Safety doesn’t have to come at the expense of productivity. Contemporary machinery design allows for minor service exceptions to lockout/tagout (LOTO) when procedures are routine, repetitive and integral to the use of the equipment. These alternative measures can help optimize the operation and maintenance of a machine by reducing the time it takes for maintenance tasks to be safely completed.

Instead of shutting off power to an entire machine for repairs – effectively stopping operations to tend to certain issues that can happen multiple times a day – alternative measures can systematically reduce mean time to repair. This decreased machine downtime can lead to improved system yield, ultimately benefitting the bottom line while still maintaining compliance. In some cases, alternative measures can be the difference between mere compliance and operational excellence.

7. Bring Safety into a Connected Enterprise

The power of the Industrial Internet of Things (IIoT) can substantially improve your safety compliance and performance. A smarter approach to safety begins with using contemporary safety technologies that combine machinery control and safety control into one platform. These systems are less susceptible to nuisance shutdowns than hardwired safety systems, which can help you improve productivity and profitability.

They also offer another key benefit: access to safety-system data. This data can include stoppage codes, error and fault codes, device statuses, event sequences, and more. By harvesting this data and converting it into meaningful information, you can transform how safety is monitored and managed in your operations.

8. Make Safety Integral to Your Control System

Control systems should include safety-rated inputs, logic and output devices to help mitigate risks, improve productivity and provide information to key stakeholders. Designing effective, productivity-enhancing safety systems in a connected enterprise can be challenging. Safety design tools can streamline development and help ease compliance.

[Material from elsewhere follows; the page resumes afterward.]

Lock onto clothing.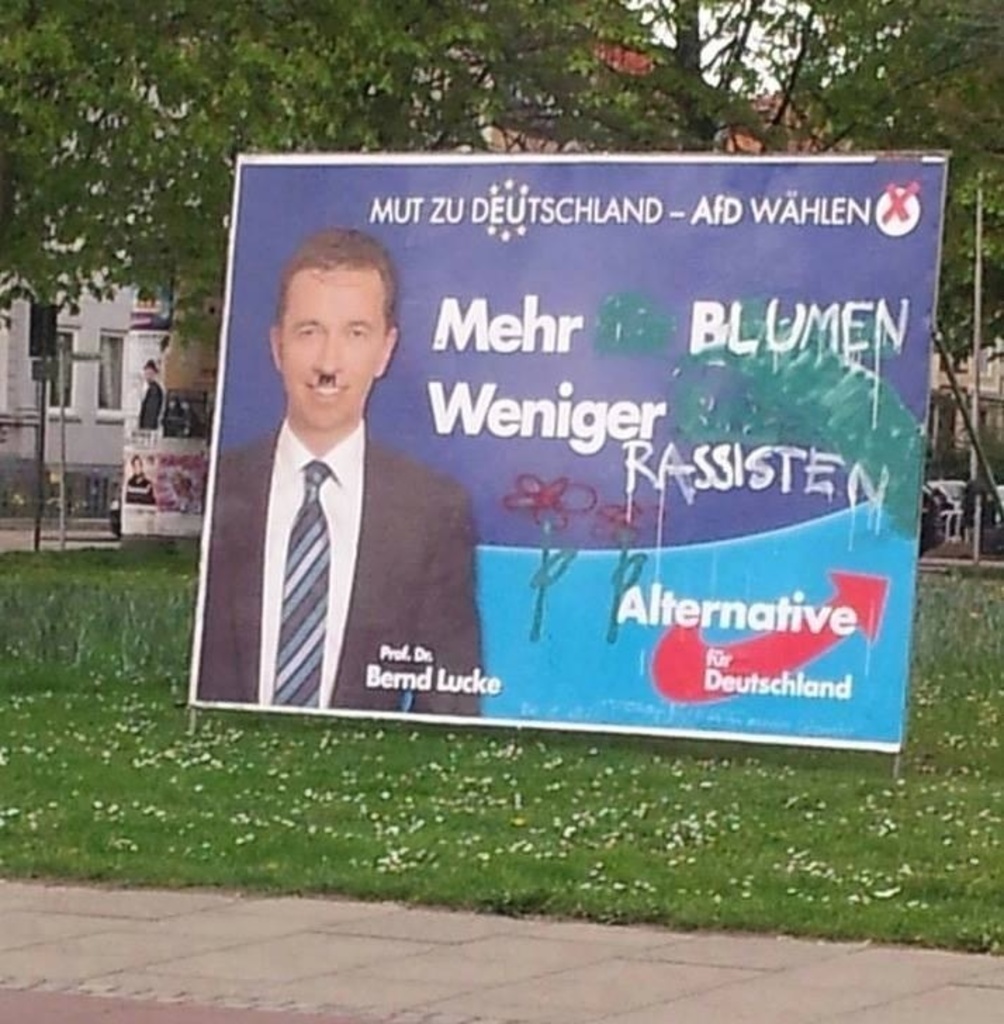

A connected enterprise empowers safety professionals with a real-time understanding of worker behaviors, machinery compliance, causes of safety shutdowns or stoppages, and safety anomalies and trends. It can also help improve your ability to hire, train and retain employees.

9. Use Smart Safety

New smart-safety designs and devices can reduce your wiring, design costs, and unscheduled downtime. For example, you can capture smart-device interactions to create predictive maintenance feedback and other information. Controlling machine access to authorized and trained personnel to improve productivity, safety and security.

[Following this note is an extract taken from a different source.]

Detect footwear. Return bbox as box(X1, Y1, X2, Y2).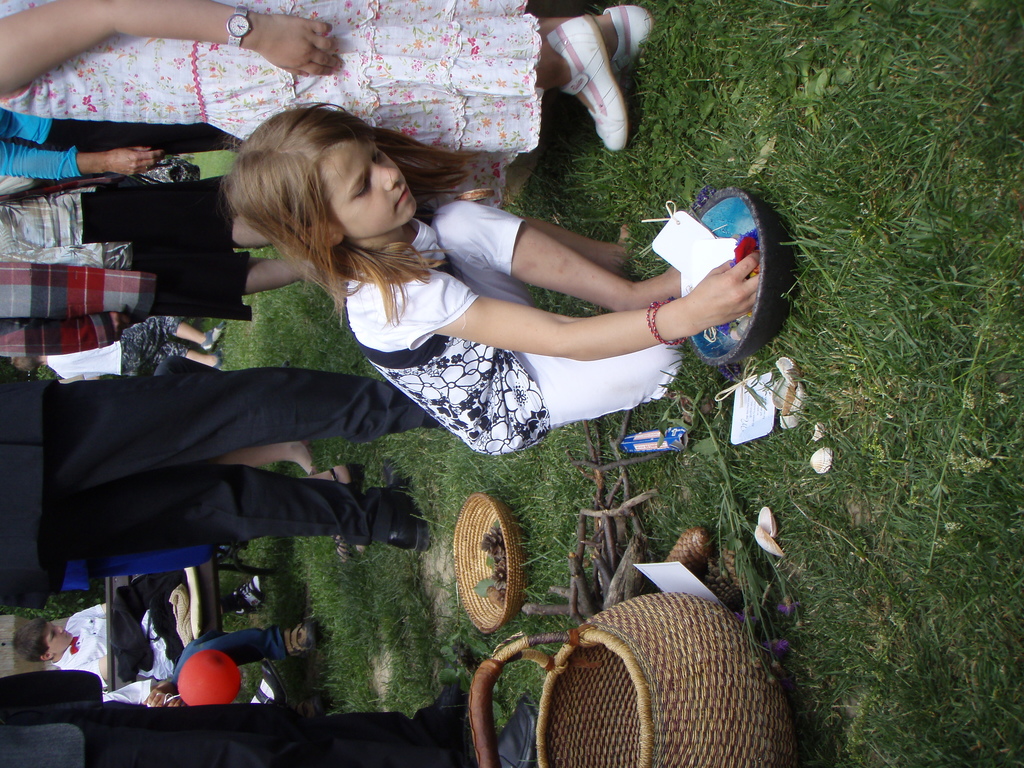
box(229, 573, 266, 618).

10. Build Your Safety Expertise

You need engineers, system integrators and machine builders with expertise in current safety standards, a proven track record in building safety systems and knowledge of productivity-enhancing safety system design processes and technologies.

This expertise can be built internally, or through your systems integrator and engineering relationships.

While many of the safety challenges remain the same for manufacturers and industrial operators, evolving technologies are helping ease compliance and improve safety, all while keeping operations productive. Resolve to tackle some of these safety challenges in 2018, and position your organization as a safety leader.